Abstract

A new “double clamp methodology” (DCM) is proposed that can suppress a cable's peak radiated emission in a band centered around noise frequency $(f_{{\rm{noise\,pk}}})$ that is generated by common-mode (CM) electrical noise current flowing in any product containing pulsed switching devices connected to a shielded cable. DCM is a cable grounding technique that clamps or terminates a shielded cable in two places. The first shield clamp at the switching device output uses traditional well-known cable termination techniques, e.g., 360° low inductance shield connection to ground.

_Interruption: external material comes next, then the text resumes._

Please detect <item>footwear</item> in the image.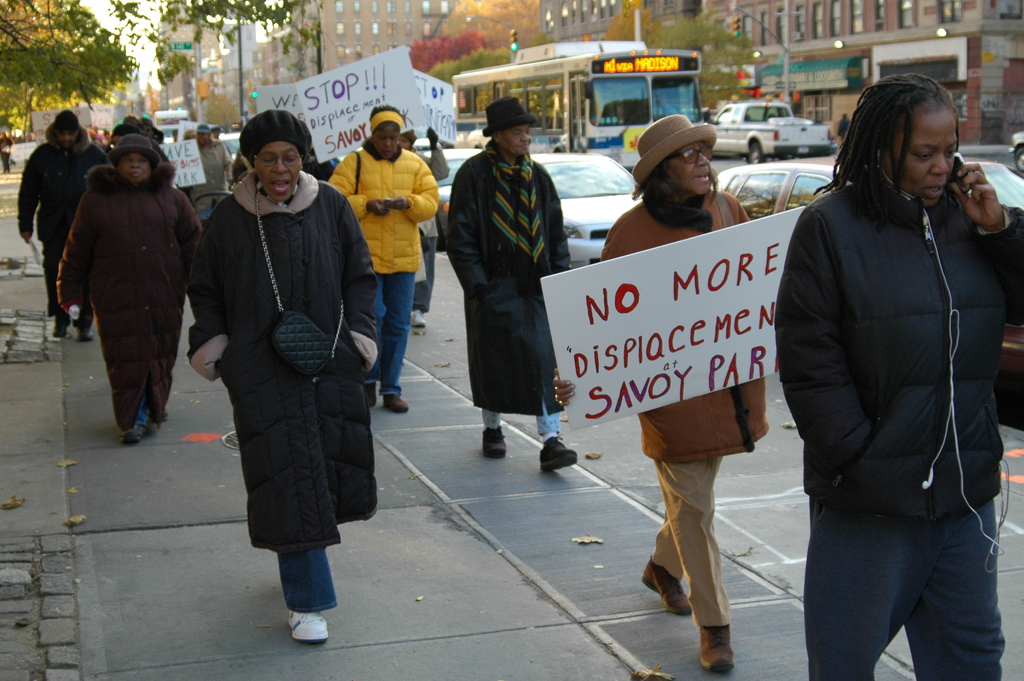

A second shield clamp can be placed at a predetermined cable length from the first, where the cable resonant frequency is known to have ultralow CM impedance at noise frequency $f_{{\rm{noise\,pk}}}$ . The cable loop between shield clamp terminations sets up a resonant low impedance at $f_{{\rm{noise\,pk}}}$ that diverts CM current to the ground plane inside the product, so CM current entering a shielded cable is reduced as well as radiated electric field emissions. Analytical and measurement techniques are provided to determine the correct cable clamp length. Experimental test results confirm DCM effectively controls CM noise current and resulting peak radiated emissions by 12 dB⋅µV/m (∼4×), without external suppression components added.